Needed a camera for video with autofocus. Already heavily invested in Canon DSLR's so bit the bullet and bought a Canon 80D. Not the fastest or most accurate system but it's more effective than the live view focus on older cameras, the speed is good for continuous shooting. The touch screen focus allows the user to select focus points with ease. Very happy with it as my "hand it to someone else to get a second angle" camera.
 
If the mk2 isn't available I would have got the Sigma, or if I had the Sigma I can't see myself getting the Canon either.

FWIW, I had the Sigma and swapped it out for the Mk2. I loved the Sigma and, on a bang-for-buck scale, it's unbeatable but I had a couple of minor niggles with it. It would miss focus now and then (not often but enough) and I didn't like that it wasn't weather sealed. By comparison the Canon is just a little bit better in all aspects. Slightly better IQ, slightly better AF, slightly better bokeh, slightly better build quality.
 
I presume the 5D4 is only semi-auto like the 5D3? Appreciate it's not Reikan's fault but it sure makes it more tedious. With the 6D I can just leave it.
 
I presume the 5D4 is only semi-auto like the 5D3? Appreciate it's not Reikan's fault but it sure makes it more tedious. With the 6D I can just leave it.

Click calibrate and it ask you to change it to -20, -10, +10, +20. (If you start at 0 so the first set of shots is 0). Then it tells you the final result.

So I have to do that 5 times for each lens, times 9, times 2. With the zooms having to do it twice, once each at the extremes.

To save me moving the tripod again and again I did one lens with both bodies before moving on to next lens so keep having to change the tripod plate every time too.
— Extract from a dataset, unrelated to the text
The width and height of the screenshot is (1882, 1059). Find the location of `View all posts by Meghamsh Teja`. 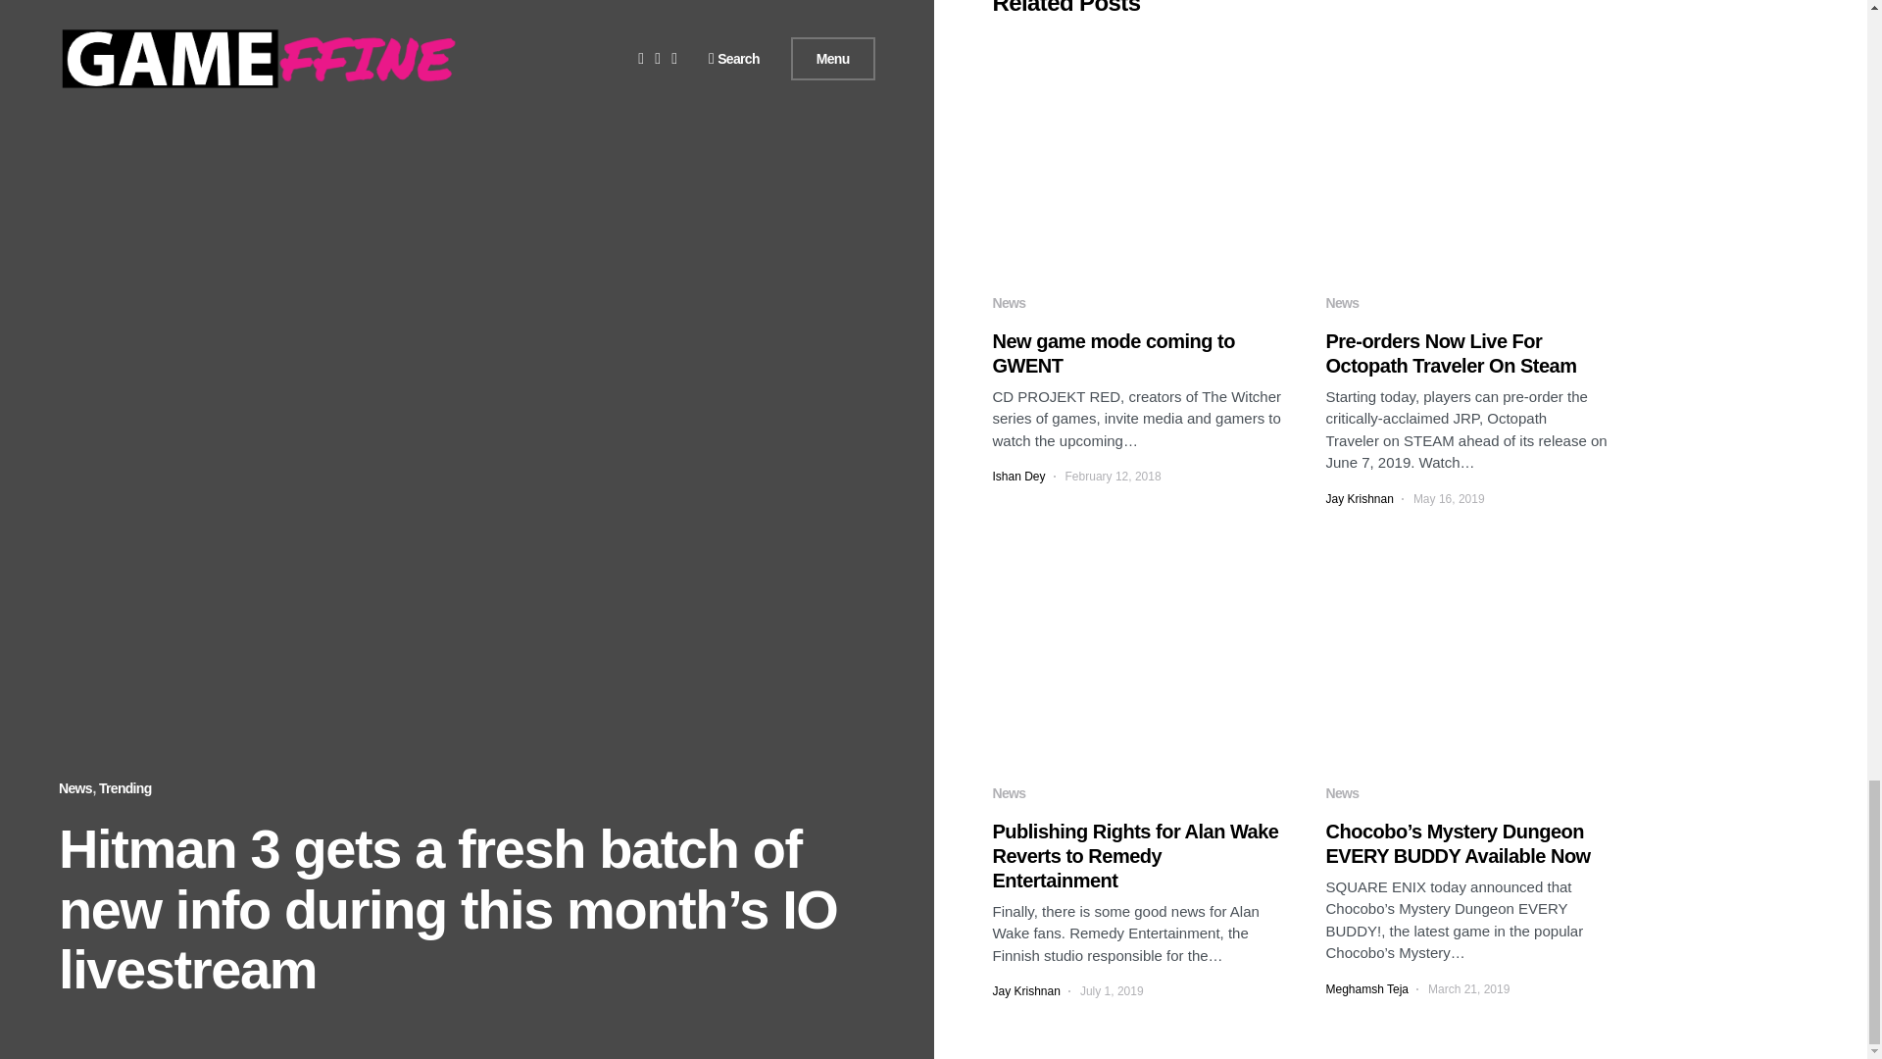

I also ran out of room so at 100mm and 135mm I was shoot from living room into the kitchen.
 
That's what I do with my 6D
I'm still amazed Canon and Nikon haven't released there own versions it can't be hard to do and they could make it fully automated and brand specific, people love to pay extra money for OEM stuff so they'd clean up. Then I guess much of what big companies do baffles me like Nikon without a sensible csc and canon with an eos-m lens line up that has more holes then filler.